New Argonne Centers Connect Business with Energy Storage and Nanotechnology Research
Argonne National Laboratory has created two new collaborative centers that provide an innovative pathway for business and industry to access Argonne's unparalleled scientific resources to address the nation's energy and national security needs.
Read more about New Argonne Centers Connect Business with Energy Storage and Nanotechnology ResearchDOE Announces Funding for New Center for Computational Materials Sciences at Brookhaven Lab
The U.S. Department of Energy (DOE) has announced $12 million in funding over the next four years for a new Center for Computational Design of Functional Strongly Correlated Materials and Theoretical Spectroscopy at Brookhaven National Laboratory and Rutgers University.

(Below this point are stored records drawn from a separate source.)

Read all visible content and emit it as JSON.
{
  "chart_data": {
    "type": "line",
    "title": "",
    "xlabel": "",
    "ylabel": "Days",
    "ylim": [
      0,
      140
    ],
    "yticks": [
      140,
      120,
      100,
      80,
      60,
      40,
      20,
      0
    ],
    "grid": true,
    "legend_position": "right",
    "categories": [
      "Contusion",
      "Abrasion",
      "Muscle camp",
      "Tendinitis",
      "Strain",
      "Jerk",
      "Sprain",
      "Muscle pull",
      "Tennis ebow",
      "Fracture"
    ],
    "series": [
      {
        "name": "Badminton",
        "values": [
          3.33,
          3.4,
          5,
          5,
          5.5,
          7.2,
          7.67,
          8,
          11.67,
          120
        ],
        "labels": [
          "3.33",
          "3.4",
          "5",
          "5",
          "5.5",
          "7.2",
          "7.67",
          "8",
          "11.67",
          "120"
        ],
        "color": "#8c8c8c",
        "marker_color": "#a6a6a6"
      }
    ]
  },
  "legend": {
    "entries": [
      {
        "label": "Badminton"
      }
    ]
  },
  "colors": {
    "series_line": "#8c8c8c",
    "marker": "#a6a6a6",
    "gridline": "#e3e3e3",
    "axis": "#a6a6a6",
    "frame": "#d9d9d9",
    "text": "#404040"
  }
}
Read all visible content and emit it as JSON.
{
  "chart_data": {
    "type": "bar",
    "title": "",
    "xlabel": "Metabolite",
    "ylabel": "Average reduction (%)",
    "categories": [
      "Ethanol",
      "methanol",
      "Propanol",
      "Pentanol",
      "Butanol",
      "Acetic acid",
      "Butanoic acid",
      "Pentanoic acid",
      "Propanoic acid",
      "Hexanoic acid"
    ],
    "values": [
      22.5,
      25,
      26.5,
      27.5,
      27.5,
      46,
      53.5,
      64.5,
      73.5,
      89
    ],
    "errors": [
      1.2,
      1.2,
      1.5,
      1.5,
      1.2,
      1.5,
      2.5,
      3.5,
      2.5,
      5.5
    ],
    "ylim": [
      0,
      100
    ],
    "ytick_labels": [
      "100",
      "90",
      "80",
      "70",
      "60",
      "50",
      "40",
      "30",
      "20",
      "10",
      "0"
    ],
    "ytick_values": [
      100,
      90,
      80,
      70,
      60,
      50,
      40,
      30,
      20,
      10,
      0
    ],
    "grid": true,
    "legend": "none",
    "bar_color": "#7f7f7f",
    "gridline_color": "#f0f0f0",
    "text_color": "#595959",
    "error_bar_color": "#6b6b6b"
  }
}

Read more about DOE Announces Funding for New Center for Computational Materials Sciences at Brookhaven LabIcy Arctic Proves Hot for Climate Data
In June 2015, the Atmospheric Radiation Measurement (ARM) Climate Research Facility launched the ARM Airborne Carbon Measurement V (ARM-ACME V), an aerial campaign focused on capturing data from the sky to better understand warming in the Arctic did a sixteen-week data collection campaign, now scientists are ready to explore their data.
Read more about Icy Arctic Proves Hot for Climate DataESnet Releases Open Source Software from MyESnet Portal for Building Online Interactive Network Portals
On Monday, October 5th, ESnet will release open source versions of its popular software that enables researchers and educators to monitor and diagram their networks, as well as represent that information in a unified time series.

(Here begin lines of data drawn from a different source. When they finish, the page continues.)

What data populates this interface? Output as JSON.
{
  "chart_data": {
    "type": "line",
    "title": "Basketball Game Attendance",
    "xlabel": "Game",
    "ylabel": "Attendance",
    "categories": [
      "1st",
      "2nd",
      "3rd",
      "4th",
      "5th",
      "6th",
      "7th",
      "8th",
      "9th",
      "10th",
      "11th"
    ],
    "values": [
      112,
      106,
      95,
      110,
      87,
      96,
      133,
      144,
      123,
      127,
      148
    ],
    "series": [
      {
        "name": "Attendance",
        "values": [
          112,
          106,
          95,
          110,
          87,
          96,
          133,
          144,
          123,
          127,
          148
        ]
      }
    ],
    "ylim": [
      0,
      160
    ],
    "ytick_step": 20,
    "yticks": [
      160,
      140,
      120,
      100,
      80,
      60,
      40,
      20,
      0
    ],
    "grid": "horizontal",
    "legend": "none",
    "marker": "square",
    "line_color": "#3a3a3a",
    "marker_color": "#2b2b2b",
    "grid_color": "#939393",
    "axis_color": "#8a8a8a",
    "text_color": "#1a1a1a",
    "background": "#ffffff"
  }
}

Read more about ESnet Releases Open Source Software from MyESnet Portal for Building Online Interactive Network PortalsPowering the Future with Solar Energy
The Energy Frontier Research Centers’ (EFRCs’) Autumn newsletter looks at the unique approaches different EFRCs are taking to understand basic science and thereby improve solar energy technologies.
Read more about Powering the Future with Solar EnergyAmes National Laboratory Scientists Create an All-Organic UV On-Chip Spectrometer
The U.S. Department of Energy’s Ames National Laboratory has developed a near ultra-violet and all-organic light emitting diode (OLED) that can be used as an on-chip photosensor.
Read more about Ames National Laboratory Scientists Create an All-Organic UV On-Chip SpectrometerLatest RHIC Results Presented at Quark Matter 2015
Experiments at the Relativistic Heavy Ion Collider (RHIC), and later at the Large Hadron Collider (LHC), have shown that collisions of two large nuclei such as gold or lead melt protons and neutrons to “free” their constituent quarks and gluons, creating a very hot, dense soup of matter’s fundamental building blocks.
Read more about Latest RHIC Results Presented at Quark Matter 2015ORNL Microscopy Finds Evidence of High-Temperature Superconductivity in Single Layer
Electron microscopy at the Department of Energy’s Oak Ridge National Laboratory is pointing researchers closer to the development of ultra-thin materials that transfer electrons with no resistance at relatively high temperatures.
Read more about ORNL Microscopy Finds Evidence of High-Temperature Superconductivity in Single LayerThe Color of Smog
A new study by Pacific Northwest National Laboratory scientists shows the molecular details of how organic aerosol helps heat up and color the haze over megacities.
Read more about The Color of SmogTitan Helps Unpuzzle Decades-Old Plutonium Perplexities
Through an allocation by the DOE Office of Advanced Scientific Computing Research Leadership Computing Challenge, a team of condensed matter theorists at Rutgers University used nearly 10 million Titan core hours to calculate the electronic and magnetic structure of plutonium.
Read more about Titan Helps Unpuzzle Decades-Old Plutonium PerplexitiesProud Model: Rolling on the River
A team led by scientists at Pacific Northwest National Laboratory coupled a newly developed river-routing model with an Earth system model, and the simulated streamflow compared favorably against the observed streamflow from more than 1,600 major river stations worldwide.
Read more about Proud Model: Rolling on the RiverA Different Type of 2D Semiconductor
Researchers at the U.S. Department of Energy (DOE)’s Lawrence Berkeley National Laboratory (Berkeley Lab) have successfully grown atomically thin 2D sheets of organic-inorganic hybrid perovskites from solution.